The thing about a great is that there is only one of him. One Ben Hogan, one Jack Nicklaus. They change the swing, change the flight of the ball, change the concept of how to play to win, and stamp their own personality on the game. McIlroy is only 22 years old, but he promises to do the same. Over four days in Bethesda as he set a fistful of Open records en route to a 16-under-par 268, McIlroy combined an aura of superiority with an embraceable man-of-the-people air — and that’s a unique and welcome combination. Have we ever seen a player with his combination of youth, craft and approachability? I don’t know about you, but I’m ready for a new champion who doesn’t treat the world as his spittoon.
McIlroy sketched out a discernible if young identity in his habitual baby blue shirt and white cotton pants: one of easy, ambling brilliance. Throughout the muffled, humid four days at Congressional, he played with a stalking rhythm, hitting a succession of high, soft irons that sent wedges of turf flying in the air.

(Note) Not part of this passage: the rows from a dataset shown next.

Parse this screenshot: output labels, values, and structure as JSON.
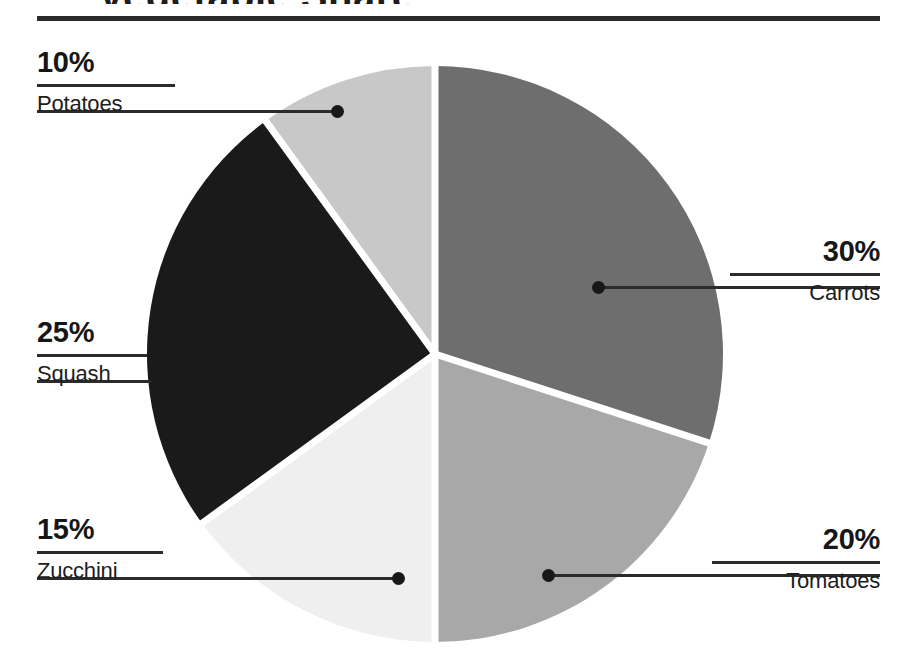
{
  "title": {
    "text_remnant": "Vegetable Share",
    "visible": "cut-off at top edge"
  },
  "chart_data": {
    "type": "pie",
    "title": "",
    "categories": [
      "Carrots",
      "Tomatoes",
      "Zucchini",
      "Squash",
      "Potatoes"
    ],
    "values": [
      30,
      20,
      15,
      25,
      10
    ],
    "value_labels": [
      "30%",
      "20%",
      "15%",
      "25%",
      "10%"
    ],
    "unit": "%",
    "total": 100,
    "start_angle_deg": 0,
    "direction": "clockwise",
    "legend": "none (direct callout labels)",
    "slice_gap": "white separator strokes",
    "colors": [
      "#6e6e6e",
      "#a8a8a8",
      "#efefef",
      "#1a1a1a",
      "#c8c8c8"
    ],
    "slices": [
      {
        "label": "Carrots",
        "value": 30,
        "value_label": "30%",
        "color": "#6e6e6e",
        "start_deg": 0,
        "end_deg": 108
      },
      {
        "label": "Tomatoes",
        "value": 20,
        "value_label": "20%",
        "color": "#a8a8a8",
        "start_deg": 108,
        "end_deg": 180
      },
      {
        "label": "Zucchini",
        "value": 15,
        "value_label": "15%",
        "color": "#efefef",
        "start_deg": 180,
        "end_deg": 234
      },
      {
        "label": "Squash",
        "value": 25,
        "value_label": "25%",
        "color": "#1a1a1a",
        "start_deg": 234,
        "end_deg": 324
      },
      {
        "label": "Potatoes",
        "value": 10,
        "value_label": "10%",
        "color": "#c8c8c8",
        "start_deg": 324,
        "end_deg": 360
      }
    ]
  },
  "callouts": {
    "potatoes": {
      "pct": "10%",
      "name": "Potatoes"
    },
    "squash": {
      "pct": "25%",
      "name": "Squash"
    },
    "zucchini": {
      "pct": "15%",
      "name": "Zucchini"
    },
    "carrots": {
      "pct": "30%",
      "name": "Carrots"
    },
    "tomatoes": {
      "pct": "20%",
      "name": "Tomatoes"
    }
  },
  "colors": {
    "ink": "#1d1d1d",
    "rule": "#2b2b2b",
    "background": "#ffffff"
  }
}
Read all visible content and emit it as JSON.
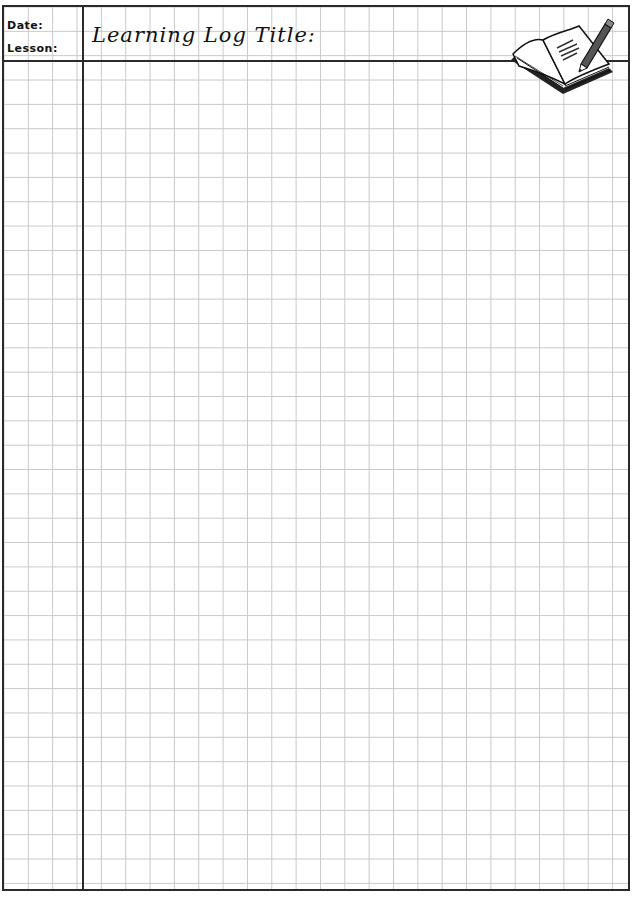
{
  "header": {
    "date_label": "Date:",
    "lesson_label": "Lesson:",
    "title_label": "Learning Log Title:",
    "illustration": "book-and-pencil-icon"
  },
  "sheet": {
    "type": "grid-paper",
    "grid_color": "#c8c8c8",
    "border_color": "#2a2a2a"
  }
}
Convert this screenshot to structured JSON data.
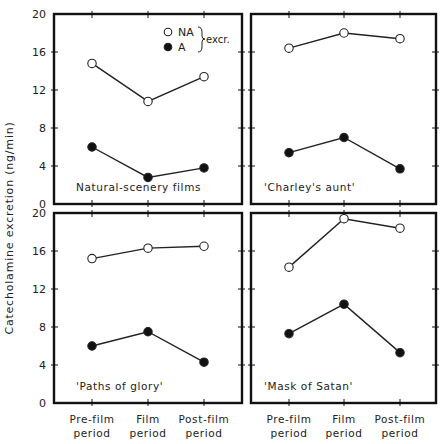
{
  "chart_data": {
    "type": "line",
    "layout": "2x2 small multiples, shared axes",
    "ylabel": "Catecholamine excretion (ng/min)",
    "xlabel": "",
    "categories": [
      "Pre-film period",
      "Film period",
      "Post-film period"
    ],
    "category_lines": [
      [
        "Pre-film",
        "period"
      ],
      [
        "Film",
        "period"
      ],
      [
        "Post-film",
        "period"
      ]
    ],
    "ylim": [
      0,
      20
    ],
    "yticks": [
      0,
      4,
      8,
      12,
      16,
      20
    ],
    "grid": false,
    "legend": {
      "position": "top-left panel, upper right",
      "entries": [
        {
          "name": "NA",
          "marker": "open-circle"
        },
        {
          "name": "A",
          "marker": "filled-circle"
        }
      ],
      "group_label": "excr."
    },
    "panels": [
      {
        "title": "Natural-scenery films",
        "position": "top-left",
        "series": [
          {
            "name": "NA",
            "values": [
              14.8,
              10.8,
              13.4
            ]
          },
          {
            "name": "A",
            "values": [
              6.0,
              2.8,
              3.8
            ]
          }
        ]
      },
      {
        "title": "'Charley's aunt'",
        "position": "top-right",
        "series": [
          {
            "name": "NA",
            "values": [
              16.4,
              18.0,
              17.4
            ]
          },
          {
            "name": "A",
            "values": [
              5.4,
              7.0,
              3.7
            ]
          }
        ]
      },
      {
        "title": "'Paths of glory'",
        "position": "bottom-left",
        "series": [
          {
            "name": "NA",
            "values": [
              15.2,
              16.3,
              16.5
            ]
          },
          {
            "name": "A",
            "values": [
              6.0,
              7.5,
              4.3
            ]
          }
        ]
      },
      {
        "title": "'Mask of Satan'",
        "position": "bottom-right",
        "series": [
          {
            "name": "NA",
            "values": [
              14.3,
              19.4,
              18.4
            ]
          },
          {
            "name": "A",
            "values": [
              7.3,
              10.4,
              5.3
            ]
          }
        ]
      }
    ]
  },
  "colors": {
    "axis": "#111111",
    "line": "#222222",
    "marker_fill_A": "#111111",
    "marker_fill_NA": "#ffffff",
    "background": "#ffffff"
  }
}
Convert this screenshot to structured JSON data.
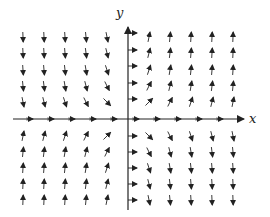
{
  "diagram": {
    "type": "vector-field",
    "axes": {
      "x_label": "x",
      "y_label": "y",
      "origin_px": [
        128,
        119
      ],
      "x_range_px": [
        13,
        244
      ],
      "y_range_px": [
        27,
        210
      ],
      "color": "#222222"
    },
    "grid": {
      "columns_px": [
        23,
        44,
        65,
        86,
        107,
        149,
        170,
        191,
        212,
        233
      ],
      "rows_px": [
        37,
        53,
        70,
        86,
        102,
        136,
        152,
        168,
        184,
        200
      ],
      "column_index_values": [
        -5,
        -4,
        -3,
        -2,
        -1,
        1,
        2,
        3,
        4,
        5
      ],
      "row_index_values": [
        5,
        4,
        3,
        2,
        1,
        -1,
        -2,
        -3,
        -4,
        -5
      ]
    },
    "field_description": "Arrows point right on the axes; upward in quadrants I and III, downward in quadrants II and IV; arrows near axes tilt toward the right",
    "axis_arrows": {
      "x_axis_ticks_px": [
        32,
        53,
        74,
        95,
        116,
        138,
        159,
        180,
        201,
        222
      ],
      "y_axis_ticks_px": [
        33,
        50,
        66,
        83,
        99,
        136,
        152,
        168,
        184,
        200
      ]
    },
    "arrow_length_px": 10,
    "arrow_color": "#222222"
  }
}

“When you’re swinging well and you’re that comfortable, everything just seems quite rhythmical, anyway,” he said, “even the way you walk and just your whole thought process, everything just seems to go quite well.”
There was something palpably low-tension about him; you had to look closely to see the power in the meaty forearms and shoulders beneath his shirt. He wielded his driver so powerfully and accurately that it was obvious why friends on the European Tour nicknamed him BMW, because he is “the ultimate driving machine.”
He distanced himself so completely from the field, he seemed to be in a different tournament. He hit 62 of 72 greens in regulation, the most in a U.S. Open since the statistic has been tracked. His countryman Graeme McDowell left a note on his locker that said, “What golf course are you playing?”
McIlroy had one guy to beat: himself. His ball striking was so pure it made other players — even great ones such as Phil Mickelson — seem like coarse hackers. His play was so recognizably great, yet also indelibly his own, that other former greats couldn’t help marveling over it.
“He never hits a bad shot,” NBC’s Johnny Miller said. “Playing against him, a guy that hits it that perfect and that far every time, it’s almost demoralizing. You look at how he strikes the ball, and you wonder if it made Mickelson want to throw his clubs in the water.” Or better yet, Miller, added, “maybe caddie for him.”